Recherche – Detailansicht

Ausgabe:

Oktober/1998

Spalte:

973 f

Kategorie:

Judaistik

Autor/Hrsg.:

Lieu, Judith M.

Titel/Untertitel:

Image and Reality. The Jews in the World of the Christians in the Second Century.

Verlag:

Edinburgh: Clark 1996. XIV, 348 S. 8. Lw. £ 24.95. ISBN 0-567-08529-5.

Rezensent:

Oskar Skarsaune

In this study the author draws a picture of how Christians in Asia Minor portray Jews in their literature of the second century C. E. The author’s new approach is to juxtappose in a very subtle and conscious way the literary image of the Jews on the one hand, and the historical reality behind the picture on the other, as far as this is retrievable. The social, civil, and religious situation of the Jews in Asia Minor is known to us to some extent, and better than in other areas; therefore the focus on this region.

The local focus allows the author to juxtappose Christian texts that should be genuinely comparable as coming from more or less the same milieu. This is important to one of the book’s main emphases, viz. that there is a striking, perhaps even surprising, variety and multiplicity in early Christian responses to the phenomenon of Jews and Judaism. This multiplicity must be real, since it cannot be explained by widely different geographical provenances of the texts. (It has to be said, though, that in some cases the links between the chosen texts and Asia Minor are slender, as with Justin.)

This multiplicity is demonstrated by the author on the level which she calls "image". In subtle and perceptive analyses of texts by (and sometimes about) Ignatius, Polycarp, Justin Martyr, "The Apologists", Melito, Irenaeus’ "Elders", and Marcion, Judith Lieu succeeds in displaying a fascinating spectrum of different portrayals of Jews. Sometimes she finds different images in one and the same author, e.g. Justin. This study does therefore not support the traditional thesis that the Jews in the writings of the early fathers are only a literary stereotype, more or less the same in all texts, and merely transferred from one author to the other on a purely literary level. Instead, what comes out of L.s analysis is a constantly changing and varied rhetorical response to an equally changing and varied reality. Sometimes the image seems to be only image, i.e. cliché, with no live reality behind it. But when Jews are more or less absent from the antique Christian author’s horizon, they are often absent from his text, too. On the other hand, the very obtrusive presence of Jews in many of these authors cannot be explained other than as a sign that they were obtrusively present in the author’s world as well.

It is in L.s great sensitivity to nuance in the different Christian images of Jews and Judaism that her study adds substantially to our knowledge of second century Christian/Jewish relationships. She also successfully dispels commonly accepted conclusions as to the social and civil "background" to Christian anti-Judaism, e.g. in Melito.

It goes without saying that this study refrains from drawing conclusions that can be summarized in sweeping generalizations. It is rather in the careful deconstruction of accepted generalizations that this book has its great strength.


Exercise objective: Check each line of the entries for "Select" and report the ones that have it.

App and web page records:
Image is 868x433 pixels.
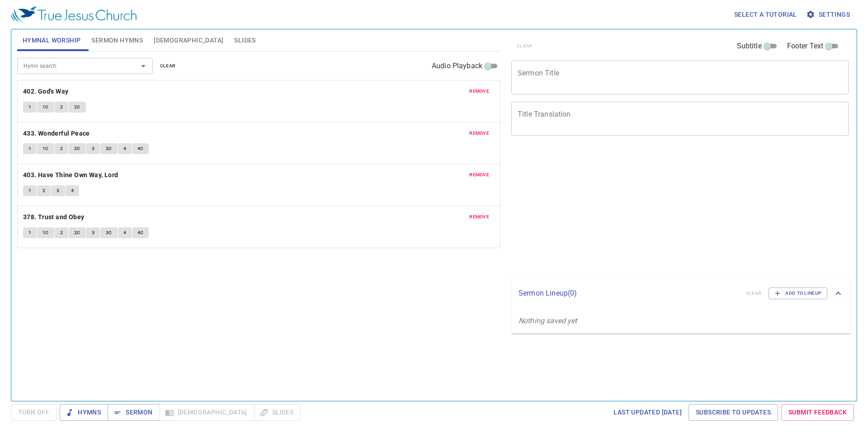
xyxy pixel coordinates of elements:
[54,102,68,113] button: 2
[54,228,68,238] button: 2
[737,41,762,51] span: Subtitle
[734,9,797,21] span: Select a tutorial
[469,171,489,179] span: remove
[37,102,54,113] button: 1C
[91,34,142,46] span: Sermon Hymns
[37,228,54,238] button: 1C
[23,212,86,223] button: 378. Trust and Obey
[123,229,126,237] span: 4
[469,213,489,221] span: remove
[511,278,850,308] div: Sermon Lineup(0)clearAdd to Lineup
[28,145,31,153] span: 1
[92,145,94,153] span: 3
[807,9,850,21] span: Settings
[23,143,37,154] button: 1
[23,86,70,97] button: 402. God's Way
[519,288,739,299] p: Sermon Lineup ( 0 )
[519,317,577,325] i: Nothing saved yet
[137,60,149,72] button: Open
[775,290,821,297] span: Add to Lineup
[23,185,37,196] button: 1
[74,229,80,237] span: 2C
[92,229,94,237] span: 3
[118,228,132,238] button: 4
[132,228,149,238] button: 4C
[610,404,685,421] a: Last updated [DATE]
[787,41,824,51] span: Footer Text
[23,128,91,139] button: 433. Wonderful Peace
[118,143,132,154] button: 4
[23,169,120,181] button: 403. Have Thine Own Way, Lord
[768,287,827,300] button: Add to Lineup
[51,185,64,196] button: 3
[74,145,80,153] span: 2C
[614,407,682,418] span: Last updated [DATE]
[60,229,63,237] span: 2
[463,128,494,139] button: remove
[57,187,59,195] span: 3
[431,61,483,71] span: Audio Playback
[87,143,100,154] button: 3
[100,228,117,238] button: 3C
[42,187,45,195] span: 2
[730,6,801,23] button: Select a tutorial
[137,229,144,237] span: 4C
[115,407,152,418] span: Sermon
[781,404,853,421] a: Submit Feedback
[42,145,49,153] span: 1C
[23,86,69,97] b: 402. God's Way
[60,404,108,421] button: Hymns
[69,228,86,238] button: 2C
[137,145,144,153] span: 4C
[107,404,159,421] button: Sermon
[155,61,182,71] button: clear
[42,229,49,237] span: 1C
[74,103,80,111] span: 2C
[106,229,112,237] span: 3C
[788,407,847,418] span: Submit Feedback
[463,212,494,222] button: remove
[469,87,489,95] span: remove
[87,228,100,238] button: 3
[28,187,31,195] span: 1
[60,145,63,153] span: 2
[106,145,112,153] span: 3C
[100,143,117,154] button: 3C
[22,34,81,46] span: Hymnal Worship
[463,86,494,97] button: remove
[123,145,126,153] span: 4
[804,6,853,23] button: Settings
[23,128,90,139] b: 433. Wonderful Peace
[11,6,136,22] img: True Jesus Church
[28,229,31,237] span: 1
[154,34,223,46] span: [DEMOGRAPHIC_DATA]
[69,143,86,154] button: 2C
[508,145,782,275] iframe: from-child
[23,169,119,181] b: 403. Have Thine Own Way, Lord
[160,62,176,70] span: clear
[71,187,74,195] span: 4
[469,130,489,137] span: remove
[689,404,778,421] a: Subscribe to Updates
[132,143,149,154] button: 4C
[67,407,101,418] span: Hymns
[42,103,49,111] span: 1C
[54,143,68,154] button: 2
[37,143,54,154] button: 1C
[60,103,63,111] span: 2
[696,407,771,418] span: Subscribe to Updates
[23,102,37,113] button: 1
[234,34,255,46] span: Slides
[23,228,37,238] button: 1
[463,169,494,180] button: remove
[37,185,51,196] button: 2
[69,102,86,113] button: 2C
[28,103,31,111] span: 1
[66,185,79,196] button: 4
[23,212,84,223] b: 378. Trust and Obey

Reply to the exercise:
[734,9,797,21] span: Select a tutorial
[730,6,801,23] button: Select a tutorial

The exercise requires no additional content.